Importantly, Calfee did not have an academic education and it was easy to pass negative views on his work with academic technicalities (which have fallen short as time has proven) rather than examine the concepts because Calfee could not say why it worked but he could
repeat results because he knew what to do make it work through experiment. You don’t have to know how a microwave works, but someone did break the ground to enable us to just press the buttons and further the knowledge. The inverse problem arises when people put things in the too hard basket and scoff at academics. It’s a cultural thing.
Litz, like quality commentators, has a great mind, and perhaps will quantify the things for economic advantage and rightly so, while in the meantime some already practice with success and won’t give out a free lunch and rightly so because they have done the work to get a competitive edge. It’s naive to think otherwise. As Kissinger once said, “It’s not about relations, it’s about interests.” It’s a competitive world. It’s not about challenges to respond. That’s why it is wise to seek broad counsel and sort things out for yourself with the right questions. Others countries are now playing catchup. Let them. Australians have let a lot of good ideas slip from “Ugg boots to Wi-fi.”
It’s not so much about this theory or that theory, but an ability to compartmentalize and identify known factors and their magnitude in the combined effect for better results and being a creative thinker to push the envelope. Great minds have a thirst for knowledge and new ideas. For some it’s just about winning rather than the journey with like minded people to make you better. That’s why I honour Cam McEwan.
When someone says they don’t check ES, then I say that experience is biased towards dealing with difficult wind to obtain better scores or understanding the effects of light. Keep records and you will have enough data to measure results in club shooting.
The practical reality is a good barrel is often worn out by testing too much but benchmarks have been established with statistical significance from a machine rest firing thousands of shots.
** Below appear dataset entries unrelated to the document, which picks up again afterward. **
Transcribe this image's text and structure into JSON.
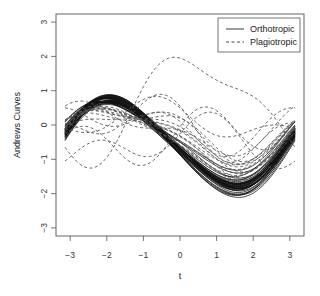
{
  "chart_data": {
    "type": "line",
    "title": "",
    "xlabel": "t",
    "ylabel": "Andrews Curves",
    "xlim": [
      -3.3,
      3.3
    ],
    "ylim": [
      -3.2,
      3.3
    ],
    "xticks": [
      -3,
      -2,
      -1,
      0,
      1,
      2,
      3
    ],
    "yticks": [
      -3,
      -2,
      -1,
      0,
      1,
      2,
      3
    ],
    "grid": false,
    "legend": {
      "position": "top-right",
      "entries": [
        {
          "label": "Orthotropic",
          "style": "solid"
        },
        {
          "label": "Plagiotropic",
          "style": "dashed"
        }
      ]
    },
    "function_form": "f(t) = c0 + c1*sin(t) + c2*cos(t) + c3*sin(2t) + c4*cos(2t)",
    "t_range": [
      -3.14159,
      3.14159
    ],
    "series": [
      {
        "name": "Orthotropic",
        "style": "solid",
        "color": "#111111",
        "description": "about 60 tightly clustered curves; max ~0.8 near t=-2.3, min ~-1.9 near t=0.8",
        "coefficients": [
          [
            -0.55,
            -1.2,
            -0.25,
            0.12,
            0.05
          ],
          [
            -0.52,
            -1.18,
            -0.22,
            0.1,
            0.04
          ],
          [
            -0.5,
            -1.22,
            -0.28,
            0.13,
            0.06
          ],
          [
            -0.58,
            -1.25,
            -0.2,
            0.11,
            0.03
          ],
          [
            -0.47,
            -1.15,
            -0.3,
            0.14,
            0.07
          ],
          [
            -0.53,
            -1.28,
            -0.24,
            0.12,
            0.05
          ],
          [
            -0.56,
            -1.1,
            -0.26,
            0.1,
            0.04
          ],
          [
            -0.49,
            -1.3,
            -0.22,
            0.15,
            0.06
          ],
          [
            -0.6,
            -1.22,
            -0.18,
            0.12,
            0.02
          ],
          [
            -0.45,
            -1.2,
            -0.32,
            0.11,
            0.08
          ],
          [
            -0.51,
            -1.33,
            -0.27,
            0.13,
            0.05
          ],
          [
            -0.54,
            -1.12,
            -0.21,
            0.12,
            0.04
          ],
          [
            -0.57,
            -1.27,
            -0.29,
            0.14,
            0.06
          ],
          [
            -0.5,
            -1.17,
            -0.23,
            0.1,
            0.05
          ],
          [
            -0.48,
            -1.24,
            -0.26,
            0.13,
            0.07
          ],
          [
            -0.59,
            -1.19,
            -0.24,
            0.11,
            0.03
          ],
          [
            -0.52,
            -1.35,
            -0.2,
            0.14,
            0.05
          ],
          [
            -0.46,
            -1.08,
            -0.28,
            0.12,
            0.06
          ],
          [
            -0.55,
            -1.31,
            -0.31,
            0.13,
            0.04
          ],
          [
            -0.53,
            -1.14,
            -0.19,
            0.1,
            0.05
          ],
          [
            -0.49,
            -1.26,
            -0.25,
            0.12,
            0.06
          ],
          [
            -0.61,
            -1.21,
            -0.27,
            0.13,
            0.03
          ],
          [
            -0.44,
            -1.23,
            -0.23,
            0.11,
            0.07
          ],
          [
            -0.56,
            -1.16,
            -0.3,
            0.14,
            0.05
          ],
          [
            -0.51,
            -1.29,
            -0.21,
            0.12,
            0.04
          ],
          [
            -0.48,
            -1.11,
            -0.26,
            0.11,
            0.06
          ],
          [
            -0.58,
            -1.34,
            -0.24,
            0.13,
            0.05
          ],
          [
            -0.5,
            -1.2,
            -0.33,
            0.12,
            0.07
          ],
          [
            -0.54,
            -1.25,
            -0.17,
            0.1,
            0.04
          ],
          [
            -0.47,
            -1.18,
            -0.28,
            0.14,
            0.06
          ],
          [
            -0.4,
            -1.05,
            -0.2,
            0.12,
            0.1
          ],
          [
            -0.38,
            -1.0,
            -0.35,
            0.1,
            0.12
          ],
          [
            -0.35,
            -0.95,
            -0.25,
            0.14,
            0.1
          ],
          [
            -0.42,
            -1.1,
            -0.3,
            0.11,
            0.09
          ],
          [
            -0.3,
            -0.9,
            -0.28,
            0.13,
            0.12
          ],
          [
            -0.62,
            -1.4,
            -0.26,
            0.12,
            0.02
          ],
          [
            -0.65,
            -1.38,
            -0.22,
            0.14,
            0.01
          ],
          [
            -0.6,
            -1.42,
            -0.3,
            0.11,
            0.03
          ],
          [
            -0.63,
            -1.36,
            -0.24,
            0.13,
            0.02
          ],
          [
            -0.66,
            -1.45,
            -0.2,
            0.12,
            0.0
          ]
        ]
      },
      {
        "name": "Plagiotropic",
        "style": "dashed",
        "color": "#555555",
        "description": "about 20 widely varying curves",
        "coefficients": [
          [
            0.55,
            0.6,
            1.3,
            -0.45,
            0.1
          ],
          [
            -0.1,
            -0.55,
            0.25,
            -0.35,
            0.4
          ],
          [
            -0.35,
            0.35,
            0.1,
            0.55,
            0.2
          ],
          [
            -0.2,
            -0.7,
            -0.1,
            0.05,
            0.25
          ],
          [
            -0.3,
            -0.85,
            -0.05,
            0.15,
            0.2
          ],
          [
            -0.15,
            -0.6,
            0.05,
            0.1,
            0.3
          ],
          [
            -0.25,
            -0.75,
            -0.15,
            0.08,
            0.22
          ],
          [
            -0.4,
            -0.95,
            -0.1,
            0.14,
            0.18
          ],
          [
            -0.05,
            -0.4,
            -0.2,
            -0.25,
            0.35
          ],
          [
            -0.45,
            -0.9,
            -0.25,
            0.1,
            0.12
          ],
          [
            -0.35,
            -0.8,
            -0.3,
            0.12,
            0.15
          ],
          [
            -0.2,
            -0.65,
            0.15,
            0.02,
            0.28
          ],
          [
            0.1,
            -0.3,
            0.3,
            -0.3,
            0.1
          ],
          [
            -0.5,
            -1.0,
            -0.2,
            0.15,
            0.1
          ],
          [
            -0.28,
            -0.7,
            -0.22,
            0.06,
            0.18
          ],
          [
            -0.55,
            0.2,
            0.4,
            0.5,
            -0.1
          ],
          [
            -0.1,
            -0.5,
            -0.35,
            0.1,
            0.3
          ],
          [
            -0.38,
            -0.88,
            -0.12,
            0.12,
            0.16
          ]
        ]
      }
    ]
  },
  "axes": {
    "x_title": "t",
    "y_title": "Andrews Curves",
    "x_tick_labels": [
      "−3",
      "−2",
      "−1",
      "0",
      "1",
      "2",
      "3"
    ],
    "y_tick_labels": [
      "−3",
      "−2",
      "−1",
      "0",
      "1",
      "2",
      "3"
    ]
  },
  "legend": {
    "items": [
      {
        "label": "Orthotropic"
      },
      {
        "label": "Plagiotropic"
      }
    ]
  }
}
The machine rest takes light factors out. This approach has been used to identify an outlier; and from my experience its cause in practical terms. It is not random in reality and belongs to a vibration pattern when variables have been discounted. A solution is sought for the outlier which seems to always do us for score. We can accept low SD’s and run with probability of success, but it’s nice to know if there is more insurance in case a steer jumps a low fence.
We are not getting side tracked into theoretical stuff, but it seems to me that if people don’t even check their ES and they have not explored why their shots go where they do even with light, then it’s going to be harder to isolate the variables to evaluate the rifle’s capability to improve further even if it is at the margins with a tuner.
Yes, you do minimise ES as best you can, that’s a given, but there is a tolerable range to accommodate an outlier with a velocity spread where gravity is working with you through positive compensation. Or other harmonic balances at the micro level of the muzzle which compensates the distortion of at least three fundamental frequencies from different sources by balancing their interaction depending where you set it in relation to a tight load development. That is known and is not a theory. That can be manipulated by a tuner if you tune a load by traditional means in the first instance to minimise variables. A basic understanding of ballistics was written by Rinker is worth a read.
The question is always, can the performance be repeated? It does not have to be a rifle with a tuner but one satisfying the reasons for performance even if some do not know why.
These rifles are more common than you think and as I have said, a few barrels may have to be sorted to match criteria as Boyer does in bench rest. That is where the sport is bought. A tuner may correct some issues but that depends on the correct diagnosis of a barrel’s personality in macro and micro lift terms. It is a different question if you ask can a shooter drive a Formula 1 to its potential. A poor shooter cannot buy a score.
In Australia, some have witnessed 10 super centres shot by Mike W not at one range but at three ranges in a row to take out a prize meeting. We regularly have iron sight guys pump in 10 centres at long range. On tough ranges this is not as easy, but it doesn’t mean the rifles are not capable. I posted a recent group of a rifle I own that is capable of meeting those requirements over a full string of 10 shots in elevation at 1000 yards - a test shoot was witnessed by AlanF and others. It is repeatable. I have put this sort of information out for many years and assisted many at the local level including a few who have won international events and Queens Prizes around the country. So I am satisfied it has had peer review because the results speak for themselves. This area would make a paper for a budding PHd because I am not aware of such work.
I have posted a diagram below which gives some basic patterns once a rifle is tuned. It demonstrates rhythmic patterns to look for that are more suitable for different distances and or conditions. While it is a composed of 3 shot groups by Ecomeat at my direction, the similar patterns can be shot with more shots. Too many shots increase fouling, so the prospective area can be followed up with a single 10 shot string or you can take the gear to a prescribed distance on the range and refine a little further. Hope it is food for thought for new shooters using a tuner that have only one barrel to use? The tune velocity was previously established within a statistically significant range. Of course groups can be tighter.